Guidelines for app help

Applications can be complex, and providing effective help for your users can greatly improve their experience. Not all applications need to provide help for their users, and what sort of help should be provided can vary greatly, depending on the application.

If you decide to provide help, follow these guidelines when creating it. Help that isn't helpful can be worse than no help at all.

Intuitive Design

As useful as help content can be, your app cannot rely on it to provide a good experience for the user. If the user is unable to immediately discover and use the critical functions of your app, the user will not use your app. No amount or quality help will change that first impression.

An intuitive and user-friendly design is the first step to writing useful help. Not only does it keep the user engaged for long enough for them to use more advanced features, but it also provides them with knowledge of an app's core functions, which they can build upon as they continue to use the app and learn.

General instructions

A user will not look for help content unless they already have a problem, so help needs to provide a quick and effective answer to that problem. If help is not immediately useful, or if help is too complicated, then users are more likely to ignore it.

All help, no matter what kind, should follow these principles:

  • Easy to understand: Help that confuses the user is worse than no help at all.

  • Straightforward: Users looking for help want clear answers presented directly to them.

  • Relevant: Users do not want to have to search for their specific issue. They want the most relevant help presented straight to them (this is called "Contextual Help"), or they want an easily navigated interface.

  • Direct: When a user looks for help, they want to see help. If your app includes pages for reporting bugs, giving feedback, viewing term of service, or similar functions, it is fine if your help links to those pages. But they should be included as an afterthought on the main help page, and not as items of equal or greater importance.

  • Consistent: No matter the type, help is still a part of your app, and should be treated as any other part of the UI. The same design principles of usability, accessibility, and style which are used throughout the rest of your app should also be present in the help you offer.

Types of help

There are three primary categories of help content, each with varying strengths and suitable for different purposes. Use any combination of them in your app, depending on your needs.

Instructional UI

Normally, users should be able to use all the core functions of your app without instruction. But sometimes, your app will depend on use of a specific gesture, or there may be secondary features of your app which are not immediately obvious. In this case, instructional UI should be used to educate users with instructions on how to perform specific tasks.

See guidelines for instructional UI

In-app help

The standard method of presenting help is to display it within the application at the user's request. There are several ways in which this can be implemented, such as in help pages or informative descriptions. This method is ideal for general-purpose help, that directly answers a user's questions without complexity.

See guidelines for in-app help

External help

For detailed tutorials, advanced functions, or libraries of help topics too large to fit within your application, links to external web pages are ideal. These links should be used sparingly if possible, as they remove the user from the application experience.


> WORK TO COMPLETE: For the data below, give the number of lines in which "View" occurs. Include nothing besides that number.

> RECORDS:
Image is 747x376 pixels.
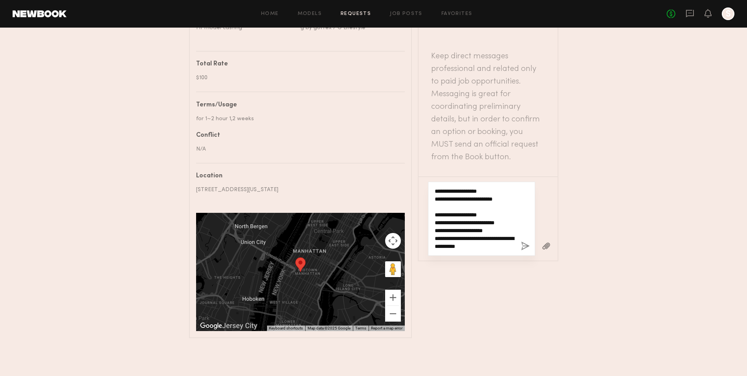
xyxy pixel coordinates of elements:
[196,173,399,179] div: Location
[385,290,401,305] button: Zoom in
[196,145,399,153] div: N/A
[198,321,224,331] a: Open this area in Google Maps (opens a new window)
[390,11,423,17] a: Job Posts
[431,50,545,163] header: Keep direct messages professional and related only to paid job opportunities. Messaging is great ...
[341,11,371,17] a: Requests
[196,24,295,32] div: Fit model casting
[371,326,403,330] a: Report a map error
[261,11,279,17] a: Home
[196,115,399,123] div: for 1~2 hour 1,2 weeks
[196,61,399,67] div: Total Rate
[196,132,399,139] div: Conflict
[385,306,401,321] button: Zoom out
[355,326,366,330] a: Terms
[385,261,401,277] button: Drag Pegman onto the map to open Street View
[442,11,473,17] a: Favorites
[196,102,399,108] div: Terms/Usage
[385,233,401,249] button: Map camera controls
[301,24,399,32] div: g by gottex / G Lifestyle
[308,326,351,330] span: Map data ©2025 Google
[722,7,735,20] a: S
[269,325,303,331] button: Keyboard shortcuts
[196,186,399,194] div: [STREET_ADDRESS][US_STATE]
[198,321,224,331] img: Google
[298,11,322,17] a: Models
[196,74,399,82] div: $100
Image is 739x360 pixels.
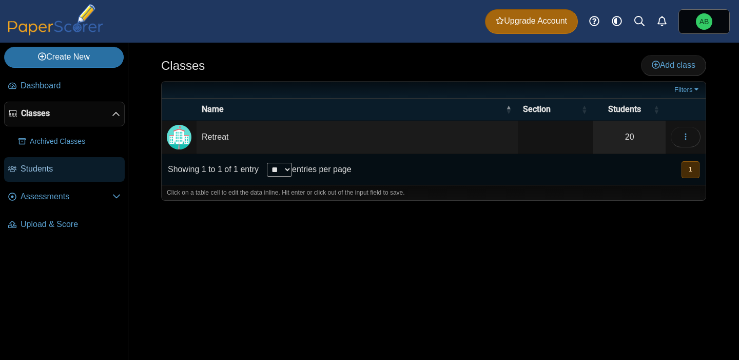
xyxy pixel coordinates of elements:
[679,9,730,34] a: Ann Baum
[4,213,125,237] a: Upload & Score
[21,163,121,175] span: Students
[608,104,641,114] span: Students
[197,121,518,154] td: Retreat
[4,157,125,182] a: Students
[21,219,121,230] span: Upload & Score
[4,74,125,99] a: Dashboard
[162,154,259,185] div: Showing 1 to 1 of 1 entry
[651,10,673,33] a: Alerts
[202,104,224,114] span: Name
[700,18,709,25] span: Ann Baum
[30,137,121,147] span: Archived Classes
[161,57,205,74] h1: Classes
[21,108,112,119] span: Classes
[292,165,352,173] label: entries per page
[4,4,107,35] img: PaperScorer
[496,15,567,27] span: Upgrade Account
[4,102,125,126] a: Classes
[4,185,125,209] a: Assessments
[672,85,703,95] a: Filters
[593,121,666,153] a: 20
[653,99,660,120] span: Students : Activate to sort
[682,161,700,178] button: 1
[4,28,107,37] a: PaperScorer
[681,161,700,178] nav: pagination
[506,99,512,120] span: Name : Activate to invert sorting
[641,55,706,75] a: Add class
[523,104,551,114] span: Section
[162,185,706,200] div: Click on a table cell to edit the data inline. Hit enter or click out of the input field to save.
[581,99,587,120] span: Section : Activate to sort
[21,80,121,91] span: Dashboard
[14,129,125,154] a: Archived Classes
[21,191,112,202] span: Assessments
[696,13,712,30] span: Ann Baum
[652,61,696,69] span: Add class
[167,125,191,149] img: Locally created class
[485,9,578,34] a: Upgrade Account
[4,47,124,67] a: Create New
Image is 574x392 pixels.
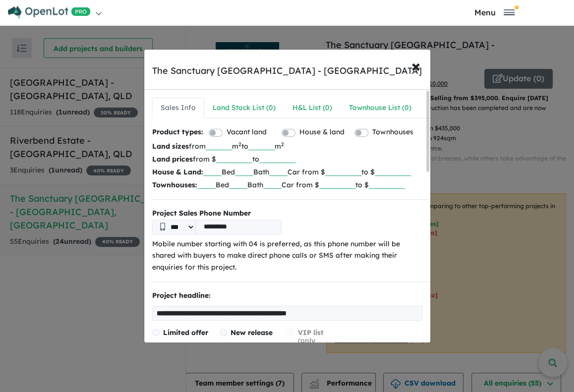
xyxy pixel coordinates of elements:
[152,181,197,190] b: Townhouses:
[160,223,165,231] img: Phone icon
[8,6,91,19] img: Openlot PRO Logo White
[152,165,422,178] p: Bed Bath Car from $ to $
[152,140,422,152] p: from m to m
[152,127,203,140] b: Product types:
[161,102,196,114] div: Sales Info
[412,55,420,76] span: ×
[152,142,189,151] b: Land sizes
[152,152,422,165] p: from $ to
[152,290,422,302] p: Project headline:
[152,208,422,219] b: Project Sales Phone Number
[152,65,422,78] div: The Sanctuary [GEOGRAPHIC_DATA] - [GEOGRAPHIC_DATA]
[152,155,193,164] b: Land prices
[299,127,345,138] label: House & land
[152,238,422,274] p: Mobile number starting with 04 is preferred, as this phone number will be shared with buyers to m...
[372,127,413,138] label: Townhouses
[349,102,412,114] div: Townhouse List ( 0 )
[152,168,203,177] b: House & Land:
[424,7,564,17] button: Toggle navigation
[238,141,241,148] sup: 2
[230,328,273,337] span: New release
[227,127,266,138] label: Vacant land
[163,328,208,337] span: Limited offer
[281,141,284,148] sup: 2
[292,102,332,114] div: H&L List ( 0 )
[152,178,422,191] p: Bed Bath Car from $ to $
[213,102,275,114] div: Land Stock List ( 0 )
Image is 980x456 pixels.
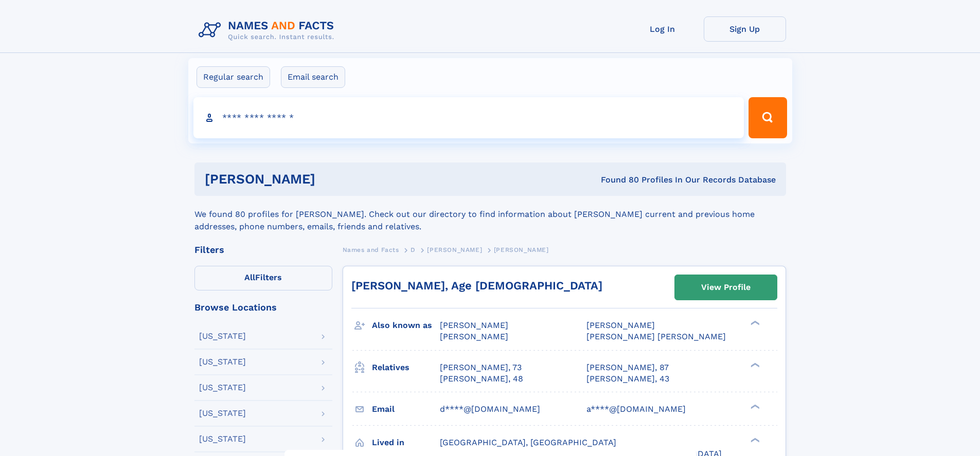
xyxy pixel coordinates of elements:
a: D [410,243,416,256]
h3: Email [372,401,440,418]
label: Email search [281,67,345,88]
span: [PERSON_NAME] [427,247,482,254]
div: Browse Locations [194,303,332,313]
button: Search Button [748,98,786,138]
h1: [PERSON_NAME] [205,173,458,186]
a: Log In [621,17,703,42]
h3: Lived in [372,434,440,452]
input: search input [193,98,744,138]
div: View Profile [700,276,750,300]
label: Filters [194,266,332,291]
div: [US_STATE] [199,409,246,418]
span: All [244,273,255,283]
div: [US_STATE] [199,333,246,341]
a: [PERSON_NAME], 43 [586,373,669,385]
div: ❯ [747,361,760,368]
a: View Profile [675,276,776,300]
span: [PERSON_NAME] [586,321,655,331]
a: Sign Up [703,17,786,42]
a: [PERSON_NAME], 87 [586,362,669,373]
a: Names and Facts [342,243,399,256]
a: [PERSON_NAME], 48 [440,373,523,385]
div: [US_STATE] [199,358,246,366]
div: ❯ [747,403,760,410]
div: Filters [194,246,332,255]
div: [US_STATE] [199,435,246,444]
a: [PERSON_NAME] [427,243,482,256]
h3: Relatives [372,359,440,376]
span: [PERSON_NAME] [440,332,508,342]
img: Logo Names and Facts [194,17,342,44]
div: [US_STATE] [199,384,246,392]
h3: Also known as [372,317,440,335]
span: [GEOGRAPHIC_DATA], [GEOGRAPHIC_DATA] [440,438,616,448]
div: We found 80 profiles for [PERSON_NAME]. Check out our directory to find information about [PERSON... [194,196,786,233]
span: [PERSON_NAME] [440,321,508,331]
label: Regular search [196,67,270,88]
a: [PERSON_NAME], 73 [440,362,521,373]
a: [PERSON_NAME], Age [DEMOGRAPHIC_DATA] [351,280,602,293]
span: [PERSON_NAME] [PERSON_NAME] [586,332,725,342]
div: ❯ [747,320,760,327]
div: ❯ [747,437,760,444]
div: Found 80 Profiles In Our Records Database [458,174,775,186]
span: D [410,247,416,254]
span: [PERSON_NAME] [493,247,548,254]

> WRITTEN REPLY: 3